Vol. 62 No. 1 1995 - page 80

80
PARTISAN REVIEW
world, he'd gone off to die for. The toys or dolls we occasionally aban–
doned on the floor , or the table we occasionally put off setting told
him we were his moral enemies. And unwashed dishes, unmade beds, un–
cooked or undercooked meals confirmed that our mother was the major
"lumpen instigator" of our "lumpen lowlife ways."
The truth was our mother was not at all a major lowlife as yet, but
simply a distracted dancer with neither the organization nor inclination
to clean or cook. A poor girl with no father and a machine-operator
mother, she'd been a brilliant student and had won scholarships to
progressive boarding schools, where she'd discovered left politics and a
passion and talent for dancing. A poor boy, raised in a particularly vista–
less working class home that worshipped tidiness, thrift, navy blue, and
other markers of duty and order, our father fell in love with her for her
free spirit, which he thought he could capture through marriage, but
now condemned as so much "bourgeois self indulgence," vowing to
rout it out.
In the early years, as he raged on, she'd cuddle with us on the
couch, covering our ears to block his roars , making lion faces to amuse
or distract us - or if he looked like he meant business, lead us, with her
dancer's agility, in quick leaps and twirls to safety. Those years, even
when she was his target, she seemed somehow above the battle, half girl ,
half pixie, flying around in blue jeans, jumping one-arm over fences,
whistling through shapely unlipsticked lips, favoring candy and snacks
over meals, especially the large candies and hot-dogs at the neighbor–
hood movie theater, whose matinees she took us to every Saturday .
Meanwhile the other mothers in our Bronx neighborhood wore red
lipstick and rouge, dark sheathes over long corsets, and high-heeled
pumps or wedgies, meeting their husbands at the door with a rye high–
ball and a cup of salted peanuts while the meatloaf baked and the chil–
dren ate carrot sticks at the kitchen table.

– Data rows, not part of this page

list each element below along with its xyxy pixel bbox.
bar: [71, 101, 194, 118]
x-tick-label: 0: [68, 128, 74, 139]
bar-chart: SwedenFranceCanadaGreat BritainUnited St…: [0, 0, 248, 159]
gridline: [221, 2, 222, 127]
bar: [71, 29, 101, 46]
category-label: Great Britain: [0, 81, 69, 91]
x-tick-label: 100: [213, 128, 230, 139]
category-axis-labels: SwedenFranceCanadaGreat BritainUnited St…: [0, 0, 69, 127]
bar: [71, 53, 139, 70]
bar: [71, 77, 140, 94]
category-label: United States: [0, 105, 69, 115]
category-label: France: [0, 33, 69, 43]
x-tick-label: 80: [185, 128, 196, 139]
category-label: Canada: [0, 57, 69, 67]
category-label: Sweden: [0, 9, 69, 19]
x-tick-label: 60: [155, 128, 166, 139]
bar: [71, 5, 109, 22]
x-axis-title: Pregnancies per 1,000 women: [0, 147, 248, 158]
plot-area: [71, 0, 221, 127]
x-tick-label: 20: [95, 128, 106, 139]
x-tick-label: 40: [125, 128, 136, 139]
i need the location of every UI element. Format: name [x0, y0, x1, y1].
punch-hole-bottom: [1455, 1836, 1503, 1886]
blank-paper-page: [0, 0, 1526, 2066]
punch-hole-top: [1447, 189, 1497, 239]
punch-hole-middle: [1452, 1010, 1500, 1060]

At lunchtime, the children of P.S. 56 went home, except for us,
who, though poorer than most, would proudly meet our pretty mother
at Bob's, our favorite luncheonette. Here, huddled in a red leatherette
booth, we would wolf down
BL
Ts and fries, cheeseburgers, and malteds,
watching out the window as other kids marched dutifully home to
peanut butter and jelly sandwiches and glasses of sad unflavored milk.

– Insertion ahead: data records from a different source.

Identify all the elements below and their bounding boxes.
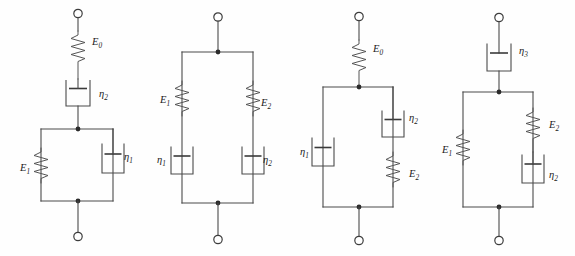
model-3-label-eta2: η2	[409, 112, 418, 126]
model-3-label-E2: E2	[408, 168, 419, 182]
model-3-node-top	[357, 85, 362, 90]
model-4-label-E2: E2	[548, 119, 559, 133]
model-1-node-top	[76, 127, 81, 132]
model-2-top-terminal	[214, 13, 222, 21]
figure-canvas: E0 η2 E1 η1 E1 η1 E2 η2	[0, 0, 575, 256]
model-1-top-terminal	[74, 9, 82, 17]
model-4-label-eta3: η3	[519, 45, 528, 59]
model-1-bottom-terminal	[74, 232, 82, 240]
model-3-label-eta1: η1	[300, 146, 309, 160]
model-4-group: η3 E1 E2 η2	[441, 13, 559, 244]
model-3-top-terminal	[355, 12, 363, 20]
model-1-label-eta2: η2	[99, 88, 108, 102]
viscoelastic-models-diagram: E0 η2 E1 η1 E1 η1 E2 η2	[0, 0, 575, 256]
model-2-label-E2: E2	[260, 97, 271, 111]
model-4-label-eta2: η2	[549, 169, 558, 183]
model-2-group: E1 η1 E2 η2	[157, 13, 272, 244]
model-1-label-E1: E1	[19, 162, 30, 176]
model-2-label-eta1: η1	[157, 154, 166, 168]
model-3-bottom-terminal	[355, 236, 363, 244]
model-1-label-eta1: η1	[124, 151, 133, 165]
model-4-bottom-terminal	[495, 236, 503, 244]
model-3-spring-E0	[352, 40, 366, 87]
model-2-label-E1: E1	[159, 94, 170, 108]
model-4-top-terminal	[495, 13, 503, 21]
model-1-group: E0 η2 E1 η1	[19, 9, 133, 240]
model-4-label-E1: E1	[441, 144, 452, 158]
model-2-bottom-terminal	[214, 235, 222, 243]
model-1-spring-E0	[71, 31, 85, 79]
model-3-label-E0: E0	[372, 43, 383, 57]
model-3-group: E0 η1 η2 E2	[300, 12, 419, 244]
model-4-node-top	[497, 90, 502, 95]
model-1-label-E0: E0	[91, 36, 102, 50]
model-2-node-top	[216, 50, 221, 55]
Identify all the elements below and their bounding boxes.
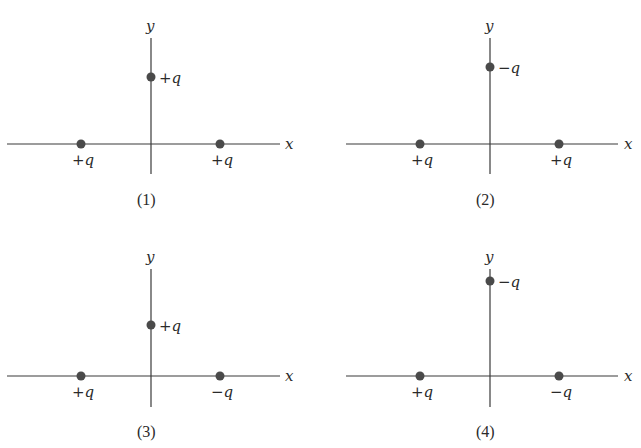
charge-top <box>147 321 156 330</box>
charge-right-label: −q <box>211 383 233 401</box>
charge-left <box>77 140 86 149</box>
panel-1: y x +q +q +q (1) <box>7 17 294 209</box>
charge-right-label: +q <box>211 151 233 169</box>
panel-caption: (4) <box>476 423 495 441</box>
charge-top-label: −q <box>498 273 520 291</box>
y-axis-label: y <box>145 17 155 35</box>
charge-right <box>216 372 225 381</box>
charge-left-label: +q <box>72 151 94 169</box>
charge-right <box>216 140 225 149</box>
charge-left-label: +q <box>72 383 94 401</box>
x-axis-label: x <box>285 135 294 153</box>
charge-right-label: −q <box>550 383 572 401</box>
charge-top-label: −q <box>498 59 520 77</box>
panel-4: y x −q +q −q (4) <box>346 248 633 441</box>
y-axis-label: y <box>484 248 494 266</box>
y-axis-label: y <box>484 17 494 35</box>
charge-configuration-figure: y x +q +q +q (1) y x −q +q +q (2) y x +q… <box>0 0 641 448</box>
charge-left-label: +q <box>411 383 433 401</box>
charge-left <box>416 140 425 149</box>
y-axis-label: y <box>145 248 155 266</box>
panel-3: y x +q +q −q (3) <box>7 248 294 441</box>
charge-top <box>486 277 495 286</box>
panel-caption: (3) <box>137 423 156 441</box>
charge-right <box>555 372 564 381</box>
panel-caption: (1) <box>137 191 156 209</box>
x-axis-label: x <box>285 367 294 385</box>
charge-top <box>147 73 156 82</box>
charge-top-label: +q <box>159 317 181 335</box>
charge-left-label: +q <box>411 151 433 169</box>
panel-caption: (2) <box>476 191 495 209</box>
charge-top-label: +q <box>159 69 181 87</box>
charge-right-label: +q <box>550 151 572 169</box>
charge-left <box>416 372 425 381</box>
panel-2: y x −q +q +q (2) <box>346 17 633 209</box>
charge-left <box>77 372 86 381</box>
charge-top <box>486 63 495 72</box>
charge-right <box>555 140 564 149</box>
x-axis-label: x <box>624 367 633 385</box>
x-axis-label: x <box>624 135 633 153</box>
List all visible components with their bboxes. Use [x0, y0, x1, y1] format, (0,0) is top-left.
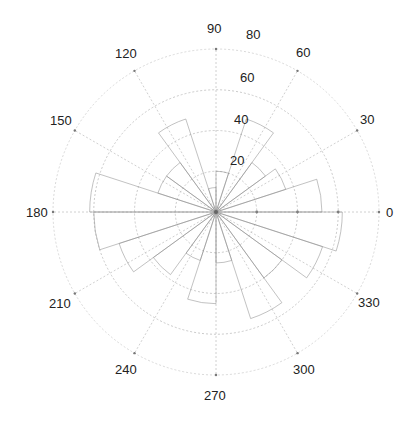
origin-marker	[214, 210, 218, 214]
rose-wedge	[216, 119, 273, 212]
angle-label-0: 0	[386, 205, 393, 220]
rose-wedge	[119, 212, 216, 272]
angular-grid-spoke	[216, 212, 357, 294]
angular-grid-spoke	[216, 131, 357, 213]
angular-tick-marker	[378, 211, 380, 213]
angular-grid-spoke	[135, 212, 217, 353]
radial-label-40: 40	[234, 112, 248, 127]
angular-tick-marker	[215, 374, 217, 376]
rose-wedge	[153, 212, 216, 275]
rose-wedge	[159, 119, 216, 212]
angular-tick-marker	[133, 70, 135, 72]
angular-tick-marker	[296, 352, 298, 354]
angle-label-120: 120	[115, 46, 137, 61]
angular-tick-marker	[356, 129, 358, 131]
radial-label-20: 20	[230, 153, 244, 168]
rose-wedge	[216, 212, 323, 278]
rose-wedge	[158, 176, 216, 212]
angle-label-210: 210	[49, 296, 71, 311]
angle-label-60: 60	[296, 45, 310, 60]
angle-label-300: 300	[293, 362, 315, 377]
angular-grid-spoke	[216, 71, 298, 212]
polar-rose-chart: 0 30 60 90 120 150 180 210 240 270 300 3…	[0, 0, 416, 427]
angular-grid-spoke	[75, 212, 216, 294]
rose-wedge	[216, 212, 342, 251]
angle-label-240: 240	[115, 362, 137, 377]
rose-wedge	[90, 173, 216, 212]
radial-label-60: 60	[240, 70, 254, 85]
angular-tick-marker	[74, 129, 76, 131]
angle-label-180: 180	[26, 205, 48, 220]
angular-tick-marker	[215, 48, 217, 50]
angle-label-330: 330	[358, 295, 380, 310]
radial-label-80: 80	[246, 27, 260, 42]
angle-label-270: 270	[204, 388, 226, 403]
rose-wedge	[216, 212, 282, 278]
rose-wedges	[90, 119, 343, 319]
angle-label-30: 30	[360, 112, 374, 127]
angular-tick-marker	[296, 70, 298, 72]
angular-tick-marker	[52, 211, 54, 213]
angle-label-150: 150	[50, 113, 72, 128]
angle-label-90: 90	[207, 21, 221, 36]
angular-tick-marker	[133, 352, 135, 354]
angular-grid-spoke	[135, 71, 217, 212]
rose-wedge	[216, 212, 282, 319]
angular-tick-marker	[74, 292, 76, 294]
angular-grid-spoke	[216, 212, 298, 353]
angular-grid-spoke	[75, 131, 216, 213]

That is if our mother had a little extra cash from the modern dance
classes she taught for the Bronx Children's Dance Foundation to sup–
plement our father's erratic employment. If not, weather permitting,
we'd meet her in Mosholu Park for a picnic of sour cream, bananas, and
miniature marshmallows.
My earliest memories take place in that stretch of park across from
our house - with its ribbons of maple and dogwood, magnolia and lilac.